Senior advocate Raju Ramachandran,
amicus curie appointed by the Supreme Court to investigate allegations of
Narendra Modi’s complicity in the Gujarat
riots, also disagreed with the conclusions of the SIT. His opinion reported to the Supreme Court is that
‘the offences which can be made out against
Shri Modi, at this prima facie stage’ include ‘promoting enmity between different groups on grounds of
religion and acts prejudicial to (the)
maintenance of harmony.’ He believes also that there were grounds not to dismiss the version of suspended
police officer Sanjiv Bhatt out of hand by
the SIT, that on February 27, 2002, hours after 58 passengers were set on fire in a train near the Godhra
station, Mr Modi held a meeting at his residence
with senior police officers and told them that Hindus should be allowed to ‘vent their anger.’ He
states: ‘I disagree with the conclusion of the SIT that Shri Bhatt should be
disbelieved at this stage itself. On the
other hand, I am of the view that Shri Bhatt needs to be put through the test of cross-examination, as do the
others who deny his presence’.
Mr Ramachandran also points to evidence
that two senior ministers were placed in police control rooms on
February 28, as the riots raged in Ahmedabad
and across the state. The SIT did not find evidence that they interfered with the police’s independent
functioning, but ‘There is the possibility
that the very presence of these two ministers had a dampening effect on the senior police officials.’
He concludes, ‘While there is no direct
material to show how and when the message of the Chief Minister was conveyed to the two ministers, the very
presence of political personalities unconnected
with the Home Portfolio at the Police Control Rooms is circumstantial evidence of the Chief
Minister directing, requesting or allowing
them to be present.’
Chief Minister Modi’s appointment of MLA
Maya Kodnani as his Minister for Women and Child Welfare after she was
charged with leading the mob which brutally
killed more than a 100 people, including women and children, in Naroda Patiya, further suggests his active
complicity and endorsement of the
carnage. Maya Kodnani was subsequently convicted and punished with imprisonment for life for the mass hate
crimes.
However, the guilt of Mr Modi in the
carnage of 2002 should not hinge in the end on proving beyond doubt that he
directed police officers to allow Hindus
to ‘vent their anger’, or that his Ministers were obeying his commands by interfering in independent
police functioning or leading murderous
mobs. The fact that the carnage continued for not just days but weeks should be evidence of the criminal
complicity of senior state authorities
in the carnage, coupled with his intemperate statements and the parading of bodies of people killed in
the train which further inflamed public
anger. Similar guilt should be attached to those who allowed other communal carnages to continue, whether
on the streets of Delhi in 1984 and Mumbai
in 1992-93 or the killing fields of Nellie in 1983 and Bhagalpur in 1989.

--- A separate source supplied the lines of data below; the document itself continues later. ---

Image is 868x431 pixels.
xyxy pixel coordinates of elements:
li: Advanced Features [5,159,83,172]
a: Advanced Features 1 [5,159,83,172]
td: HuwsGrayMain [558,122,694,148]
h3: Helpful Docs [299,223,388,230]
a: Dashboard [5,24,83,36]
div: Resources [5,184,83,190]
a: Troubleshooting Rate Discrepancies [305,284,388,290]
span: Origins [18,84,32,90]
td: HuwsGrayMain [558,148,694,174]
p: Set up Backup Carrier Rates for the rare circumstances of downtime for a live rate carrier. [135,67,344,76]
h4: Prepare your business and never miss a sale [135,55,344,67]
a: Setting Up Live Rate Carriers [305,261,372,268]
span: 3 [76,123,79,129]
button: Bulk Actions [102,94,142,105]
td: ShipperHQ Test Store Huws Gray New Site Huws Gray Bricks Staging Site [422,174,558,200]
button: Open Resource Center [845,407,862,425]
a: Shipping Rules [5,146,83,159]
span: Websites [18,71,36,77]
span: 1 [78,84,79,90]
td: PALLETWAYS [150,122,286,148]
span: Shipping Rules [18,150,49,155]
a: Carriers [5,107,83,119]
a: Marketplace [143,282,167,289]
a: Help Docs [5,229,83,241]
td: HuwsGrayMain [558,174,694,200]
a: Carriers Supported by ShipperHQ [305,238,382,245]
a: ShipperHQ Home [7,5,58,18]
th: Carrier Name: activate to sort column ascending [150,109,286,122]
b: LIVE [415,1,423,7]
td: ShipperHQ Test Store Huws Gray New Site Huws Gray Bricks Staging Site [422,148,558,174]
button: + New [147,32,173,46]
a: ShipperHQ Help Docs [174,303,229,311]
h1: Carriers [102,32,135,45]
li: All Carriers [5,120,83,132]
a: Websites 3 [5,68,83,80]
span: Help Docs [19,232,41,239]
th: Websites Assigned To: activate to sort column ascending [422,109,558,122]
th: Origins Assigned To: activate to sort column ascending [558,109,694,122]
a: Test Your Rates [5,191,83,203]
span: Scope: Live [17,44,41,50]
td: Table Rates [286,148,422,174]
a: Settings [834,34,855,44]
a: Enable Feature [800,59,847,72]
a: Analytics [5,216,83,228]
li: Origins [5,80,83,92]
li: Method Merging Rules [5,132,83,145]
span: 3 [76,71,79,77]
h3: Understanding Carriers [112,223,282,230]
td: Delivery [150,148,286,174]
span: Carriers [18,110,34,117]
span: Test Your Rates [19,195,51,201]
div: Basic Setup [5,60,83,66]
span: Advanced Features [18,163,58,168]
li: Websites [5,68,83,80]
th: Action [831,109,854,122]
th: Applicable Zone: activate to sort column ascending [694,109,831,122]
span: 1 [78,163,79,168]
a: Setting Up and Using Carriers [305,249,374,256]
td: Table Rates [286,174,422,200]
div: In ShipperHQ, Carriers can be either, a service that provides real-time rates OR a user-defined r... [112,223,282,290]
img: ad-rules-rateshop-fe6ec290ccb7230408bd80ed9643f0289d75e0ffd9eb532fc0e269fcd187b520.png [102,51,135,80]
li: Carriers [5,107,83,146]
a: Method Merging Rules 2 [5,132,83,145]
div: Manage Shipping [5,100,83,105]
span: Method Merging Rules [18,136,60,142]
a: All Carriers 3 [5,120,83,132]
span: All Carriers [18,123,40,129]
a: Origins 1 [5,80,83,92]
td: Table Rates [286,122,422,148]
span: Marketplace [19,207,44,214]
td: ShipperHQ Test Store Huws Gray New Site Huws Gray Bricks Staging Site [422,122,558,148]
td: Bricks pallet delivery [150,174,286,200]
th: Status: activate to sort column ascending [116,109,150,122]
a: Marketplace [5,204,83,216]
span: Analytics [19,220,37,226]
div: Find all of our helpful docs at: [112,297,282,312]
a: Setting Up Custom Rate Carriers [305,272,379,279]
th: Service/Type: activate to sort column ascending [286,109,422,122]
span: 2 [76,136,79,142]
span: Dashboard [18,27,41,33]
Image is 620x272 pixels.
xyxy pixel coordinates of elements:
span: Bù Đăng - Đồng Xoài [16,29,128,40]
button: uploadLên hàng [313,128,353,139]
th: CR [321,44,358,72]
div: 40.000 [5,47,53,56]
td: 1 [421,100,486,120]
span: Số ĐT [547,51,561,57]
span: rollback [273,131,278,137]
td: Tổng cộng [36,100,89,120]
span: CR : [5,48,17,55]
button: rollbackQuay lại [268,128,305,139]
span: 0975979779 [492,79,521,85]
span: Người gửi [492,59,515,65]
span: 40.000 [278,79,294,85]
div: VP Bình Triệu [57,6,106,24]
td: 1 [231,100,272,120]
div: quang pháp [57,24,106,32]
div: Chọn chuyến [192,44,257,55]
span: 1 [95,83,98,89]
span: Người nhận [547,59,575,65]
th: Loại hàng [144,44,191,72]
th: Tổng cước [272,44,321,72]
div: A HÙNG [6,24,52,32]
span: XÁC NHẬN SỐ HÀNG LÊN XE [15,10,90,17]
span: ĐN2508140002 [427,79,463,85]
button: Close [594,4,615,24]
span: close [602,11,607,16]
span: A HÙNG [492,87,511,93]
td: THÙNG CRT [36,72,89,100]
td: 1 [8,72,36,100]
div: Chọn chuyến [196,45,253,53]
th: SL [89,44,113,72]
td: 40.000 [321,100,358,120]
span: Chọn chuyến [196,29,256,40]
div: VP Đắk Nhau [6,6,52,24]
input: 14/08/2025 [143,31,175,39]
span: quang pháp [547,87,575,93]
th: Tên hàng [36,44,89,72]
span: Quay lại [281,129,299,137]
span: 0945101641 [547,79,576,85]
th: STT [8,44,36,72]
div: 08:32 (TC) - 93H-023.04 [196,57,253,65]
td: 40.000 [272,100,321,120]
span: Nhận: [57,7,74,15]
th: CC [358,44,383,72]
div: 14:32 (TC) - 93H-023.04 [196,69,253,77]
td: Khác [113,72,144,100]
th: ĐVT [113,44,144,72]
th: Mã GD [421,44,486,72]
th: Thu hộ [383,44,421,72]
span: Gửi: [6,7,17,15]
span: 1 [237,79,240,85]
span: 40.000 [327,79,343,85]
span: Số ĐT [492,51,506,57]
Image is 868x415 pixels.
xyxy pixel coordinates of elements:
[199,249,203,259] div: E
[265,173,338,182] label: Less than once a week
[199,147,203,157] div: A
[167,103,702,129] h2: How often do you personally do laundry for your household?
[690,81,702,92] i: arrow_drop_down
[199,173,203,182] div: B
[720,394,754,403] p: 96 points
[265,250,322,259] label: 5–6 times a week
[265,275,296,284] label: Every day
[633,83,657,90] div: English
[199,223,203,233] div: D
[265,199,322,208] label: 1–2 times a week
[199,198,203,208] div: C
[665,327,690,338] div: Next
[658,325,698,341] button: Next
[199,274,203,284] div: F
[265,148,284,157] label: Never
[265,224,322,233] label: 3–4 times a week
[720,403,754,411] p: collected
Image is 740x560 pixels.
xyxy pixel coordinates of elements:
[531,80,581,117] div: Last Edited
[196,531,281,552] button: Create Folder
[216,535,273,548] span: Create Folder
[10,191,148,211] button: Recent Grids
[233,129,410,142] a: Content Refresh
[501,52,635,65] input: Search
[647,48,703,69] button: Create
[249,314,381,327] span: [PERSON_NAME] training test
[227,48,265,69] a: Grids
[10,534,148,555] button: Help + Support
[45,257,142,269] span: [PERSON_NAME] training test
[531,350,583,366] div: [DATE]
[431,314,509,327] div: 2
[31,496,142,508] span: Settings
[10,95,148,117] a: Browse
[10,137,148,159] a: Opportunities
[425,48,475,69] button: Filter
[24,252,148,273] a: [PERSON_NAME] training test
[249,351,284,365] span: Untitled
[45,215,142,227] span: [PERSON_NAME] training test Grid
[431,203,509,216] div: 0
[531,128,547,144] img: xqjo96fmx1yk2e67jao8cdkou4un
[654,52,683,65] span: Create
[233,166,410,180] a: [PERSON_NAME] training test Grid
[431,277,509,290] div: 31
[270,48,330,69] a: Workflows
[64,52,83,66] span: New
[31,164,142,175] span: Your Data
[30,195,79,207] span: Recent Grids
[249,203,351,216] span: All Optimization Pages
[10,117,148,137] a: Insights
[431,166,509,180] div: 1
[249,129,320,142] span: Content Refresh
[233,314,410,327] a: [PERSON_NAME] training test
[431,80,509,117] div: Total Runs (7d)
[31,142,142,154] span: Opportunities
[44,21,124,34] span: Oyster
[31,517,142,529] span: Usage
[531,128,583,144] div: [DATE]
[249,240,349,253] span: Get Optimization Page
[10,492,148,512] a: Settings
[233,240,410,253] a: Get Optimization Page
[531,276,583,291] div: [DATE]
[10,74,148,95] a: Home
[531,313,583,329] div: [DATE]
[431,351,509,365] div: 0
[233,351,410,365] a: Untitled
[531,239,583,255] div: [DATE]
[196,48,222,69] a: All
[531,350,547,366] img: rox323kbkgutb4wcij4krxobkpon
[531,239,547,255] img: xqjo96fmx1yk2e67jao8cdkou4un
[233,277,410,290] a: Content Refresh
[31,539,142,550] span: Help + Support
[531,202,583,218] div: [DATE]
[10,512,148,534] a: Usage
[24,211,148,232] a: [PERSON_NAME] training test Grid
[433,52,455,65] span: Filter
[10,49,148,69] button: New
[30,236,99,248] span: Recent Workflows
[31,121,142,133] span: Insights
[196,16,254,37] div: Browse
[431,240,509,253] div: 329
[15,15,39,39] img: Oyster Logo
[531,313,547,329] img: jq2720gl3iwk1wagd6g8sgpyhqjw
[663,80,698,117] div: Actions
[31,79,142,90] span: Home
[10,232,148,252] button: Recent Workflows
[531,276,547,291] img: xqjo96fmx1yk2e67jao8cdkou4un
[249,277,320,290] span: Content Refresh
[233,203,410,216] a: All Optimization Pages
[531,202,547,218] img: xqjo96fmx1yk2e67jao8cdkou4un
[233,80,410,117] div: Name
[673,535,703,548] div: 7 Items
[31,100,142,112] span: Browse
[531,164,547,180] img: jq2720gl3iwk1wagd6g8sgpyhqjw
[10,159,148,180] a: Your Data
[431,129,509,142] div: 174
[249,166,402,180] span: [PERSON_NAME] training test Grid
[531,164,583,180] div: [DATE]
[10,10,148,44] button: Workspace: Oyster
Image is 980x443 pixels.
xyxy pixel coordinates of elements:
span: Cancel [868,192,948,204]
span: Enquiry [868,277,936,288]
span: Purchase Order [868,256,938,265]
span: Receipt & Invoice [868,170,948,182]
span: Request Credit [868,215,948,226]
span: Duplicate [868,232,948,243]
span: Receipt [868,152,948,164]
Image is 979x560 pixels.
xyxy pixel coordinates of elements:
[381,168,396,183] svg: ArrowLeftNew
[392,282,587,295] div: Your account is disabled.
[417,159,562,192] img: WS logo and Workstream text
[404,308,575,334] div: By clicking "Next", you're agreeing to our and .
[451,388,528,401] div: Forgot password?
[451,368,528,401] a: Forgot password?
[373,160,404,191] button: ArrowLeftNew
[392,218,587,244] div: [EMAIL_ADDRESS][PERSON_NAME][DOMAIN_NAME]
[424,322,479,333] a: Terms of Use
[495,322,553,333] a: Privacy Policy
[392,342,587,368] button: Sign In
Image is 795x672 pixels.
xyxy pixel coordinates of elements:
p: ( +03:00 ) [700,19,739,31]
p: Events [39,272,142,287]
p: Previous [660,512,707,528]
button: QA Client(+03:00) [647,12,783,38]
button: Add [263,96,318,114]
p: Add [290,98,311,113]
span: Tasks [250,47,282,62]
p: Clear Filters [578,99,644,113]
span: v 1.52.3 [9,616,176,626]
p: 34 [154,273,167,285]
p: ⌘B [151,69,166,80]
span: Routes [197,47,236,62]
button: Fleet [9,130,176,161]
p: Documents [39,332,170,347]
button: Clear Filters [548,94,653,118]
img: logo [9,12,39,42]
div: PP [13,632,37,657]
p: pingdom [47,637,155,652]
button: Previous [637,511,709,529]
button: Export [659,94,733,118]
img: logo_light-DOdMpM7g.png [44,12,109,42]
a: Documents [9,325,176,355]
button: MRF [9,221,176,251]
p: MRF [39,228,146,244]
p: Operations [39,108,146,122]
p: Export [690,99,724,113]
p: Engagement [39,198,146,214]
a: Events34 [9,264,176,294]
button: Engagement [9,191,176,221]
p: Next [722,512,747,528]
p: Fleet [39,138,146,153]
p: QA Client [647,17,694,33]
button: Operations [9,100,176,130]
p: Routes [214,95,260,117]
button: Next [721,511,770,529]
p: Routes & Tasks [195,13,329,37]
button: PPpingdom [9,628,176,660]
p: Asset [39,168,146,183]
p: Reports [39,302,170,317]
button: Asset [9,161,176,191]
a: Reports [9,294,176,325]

The ‘clean chit’ given to Mr Modi is at
best a technical clearance in the absence of cast-iron evidence that he
actively and explicitly directed the carnage,
although even this absolving of his direct guilt is disputed by experts. But there can be no doubt of
his grave culpability for inflaming sectarian
passions by holding Muslims guilty for an offence without evidence, and for the openly partisan
actions of his government which facilitated
the continuance of the murderous carnage for many dark days in 2002.
Kenan Malik is a writer, lecturer and broadcaster, and the author
of “From Fatwa to Jihad: The Rushdie Affair and Its Aftermath.”